He received his education at the Akademie der Bildenden Künste in Munich, attending K.F. Dahmen's classes. He lives in Cologne and Munich. Günther Förg celebrated his first exhibition along with another five classmates at the Academie in Munich, and since then he has held numerous exhibitions in galleries and museums all over the world, especially in Germany. He belongs to the generation of photographers who explore landscape from varying viewpoints: Förg, coming from a pictorial tradition, focuses his analysis on architecture.
He deploys photography, painting, sculpture and environmental installations, entrusting the photographic medium to reproduce social sheres by representing reproductions of architecture pertaining to the tradition of the modern European movement. The space Förg addresses is not an abstraction, but the very ambiance of life that art sets out to organise rationally.
Simultaneously traditional and contemporary, Günter Förg's painting embodies a commentary on the German geometric abstraction of the 1950s as well as the American minimalism from the previous decade. His monochromatic planes of colour recreate with extraordinary subtlety the colour palettes of American artists such as Barnett Newman and Mark Rothko.
Amongst the entire "new objectivity" group in Germany, Günther Förg is the artist furthest from the postulates of a cold and dispassionate vision. His work embraces several artistic genres, from the large, usually unfocused images of modern buildings, such as Asilo d'Infanzia Sant'Elia, in Como, or the Villa Wittgenstein, in Vienna, in which he reflects on the passage of time and the demise of the ideals of modernity; the large-scale close-up portraits of women, such as Renate or Eve, in which the characteristic coldness of Becher's students becomes a warm proximity with the subject; to the Wandmalerei, large monochrome murals in which he draws on the modern muralist tradition, the small paintings of lively and defined plains of colour, in bronze as well as wood and canvas, in which he comments on the geometric abstraction produced between World Wars; or the Bronzereliefs, nudes in which the unequal vestige of the artist's hand is all that is perceived. Along with many of his peers, such as Thomas Ruff, Candida Höfer and Axel Hutte, Andreas Gursky and Thomas Struth, Günter Förg is one of the most widely recognised German artists in the international art scene. Within the context of German photography, Günter Förg is an expressionist, an artist employing the camera in order to make us think and share, even suffer and cry, with the inert surfaces of the buildings that have administered a fleeting example of beauty.
Furthermore, as opposed to the most consecrating or critical aspects of Candida Höfer's interiors, or the expressive anaesthesia of Thomas Ruff's housing projects, Günter Förg's images exemplify a melancholic shift, employing photography as a recovery from the past. F. J. S. M.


-- TASK BRIEF --
Omit the images, then print each record below exactly as it reads.

-- DATA PROVIDED --
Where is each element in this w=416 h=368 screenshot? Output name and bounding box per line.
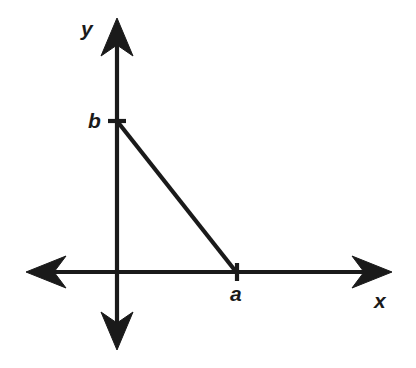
y-axis-label: y: [81, 18, 93, 39]
x-axis-label: x: [374, 290, 386, 311]
x-intercept-label-a: a: [230, 283, 242, 304]
hypotenuse-segment: [117, 121, 237, 273]
figure-root: y x b a: [0, 0, 416, 368]
coordinate-plane-diagram: [0, 0, 416, 368]
y-intercept-label-b: b: [88, 110, 101, 131]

-- ANSWER TO THIS EXERCISE --
Where is each element in this w=416 h=368 screenshot? Output name and bounding box per line.
y-axis-label: y: [81, 18, 93, 39]
x-axis-label: x: [374, 290, 386, 311]
x-intercept-label-a: a: [230, 283, 242, 304]
hypotenuse-segment: [117, 121, 237, 273]
figure-root: y x b a: [0, 0, 416, 368]
coordinate-plane-diagram: [0, 0, 416, 368]
y-intercept-label-b: b: [88, 110, 101, 131]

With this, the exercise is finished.